Upon entering the city, the group learns the lay of the undead land—in this kingdom, there is a hierarchy led by alpha zombies that can run and react quicker than the average monster. They’re more in the vein of World War Z than earlier incarnations. In one scene the group makes a human sacrificial offering and Snyder ratchets up the tension—his cinematography attracts digital splatters of blood onto the lens—enough to offset the bizarre presence of a zombie tiger that allegedly belonged to Siegfried and Roy. It’s a ludicrous throwaway clarification, one that fits comfortably among the movie’s other Snyder-appointed references, including the Four Horsemen of the Apocalypse and a Joseph Campbell name drop.
Old habits die hard, of course, and at nearly 150 minutes Army of the Dead takes plenty detours that become dead-ends. Perhaps a symptom of Netflix’s notorious hands-off oversight, Snyder’s movie eventually loses its screwball urgency as zombies begin picking off Scott’s team and the mission runs into its predictable share of turbulence and action-flavored shlock.

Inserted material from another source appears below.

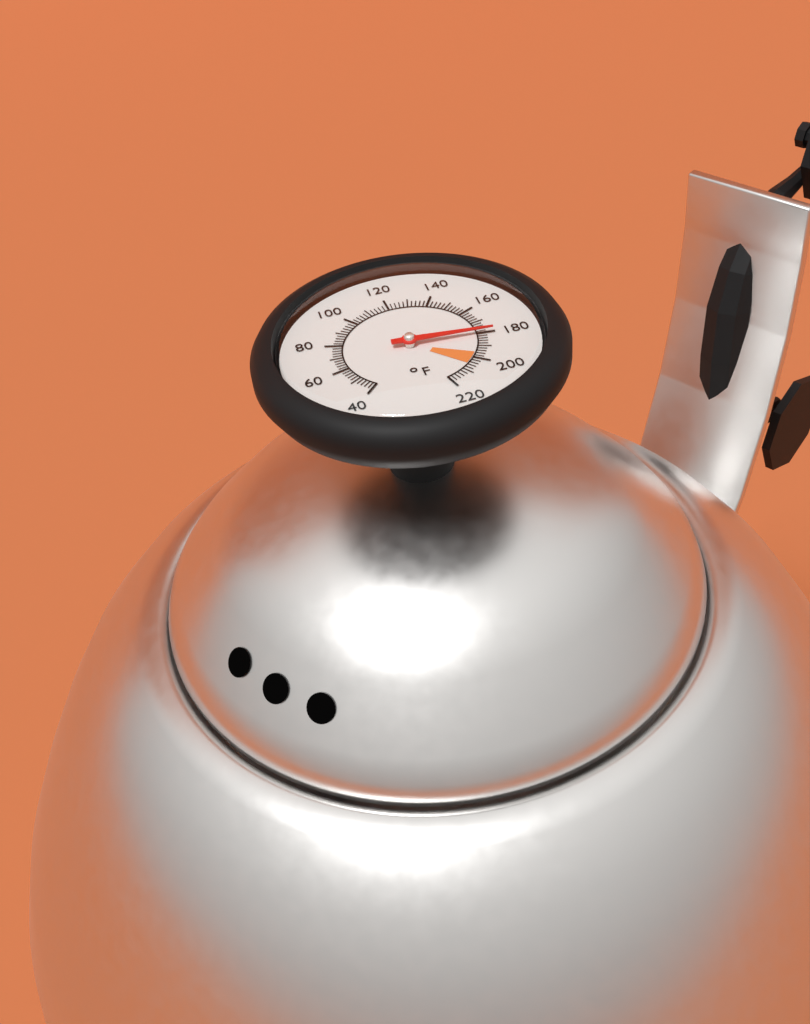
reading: 180 °F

In the midst of Scott and Kate working through their relationship, a heaviness creeps into the frame from which the movie never recovers—mostly because the rest of the team struggles to acquire a genuine, comedic camaraderie. You can sense Bautista making the best of Snyder’s father-daughter formula, but pacing feels off. And the script, which Snyder wrote with Joby Harold and Shay Hatten, settles into mechanical plotting that undercuts all the zany, pop energy that began its trajectory.
That’s liable to happen when you spend just as much time exploring the dynamics of your zombie population. Snyder has always been more interested in image-making (there are a couple more memorable panoramics here), and with the hyper-descriptive CGI renderings at his disposal, the director’s humanity-driven subplot involving a zombie king and queen functions as an easy indulgence. It’s what separates his work from George A. Romero, who was more fascinated by the human beings trapped in these terrifying situations, and used them to provoke unsubtle allegorical critiques of mass consumerism and military destruction. Aside from a Sean Spicer cameo and hints of a toxic, Trumpian culture (at one point, the president is quoted saying it would be “cool” to nuke the city on the Fourth of July) built on greed and individualism, Snyder never engages more than a nod. It doesn’t feel enough.
It’s the frustrating part about watching a Snyder movie: he serves steak and makes the garnish pass for a side. This movie should have been dessert for all three courses. You watch Bautista sprinting over blackjack tables firing his machine gun through wads of cash falling over a massacre of flesh and bones—the real money shot—and wonder why Snyder felt compelled to coat it with such a gloomy finish. At this point, it’s probably muscle memory. By the time the final, melancholy (though hilariously on-the-nose) needle drop begins enveloping the epilogue, Snyder has almost made you forget that his zombie outbreak story began because of a blowjob.
Army of the Dead is now in theaters and arrives on Netflix on May 21.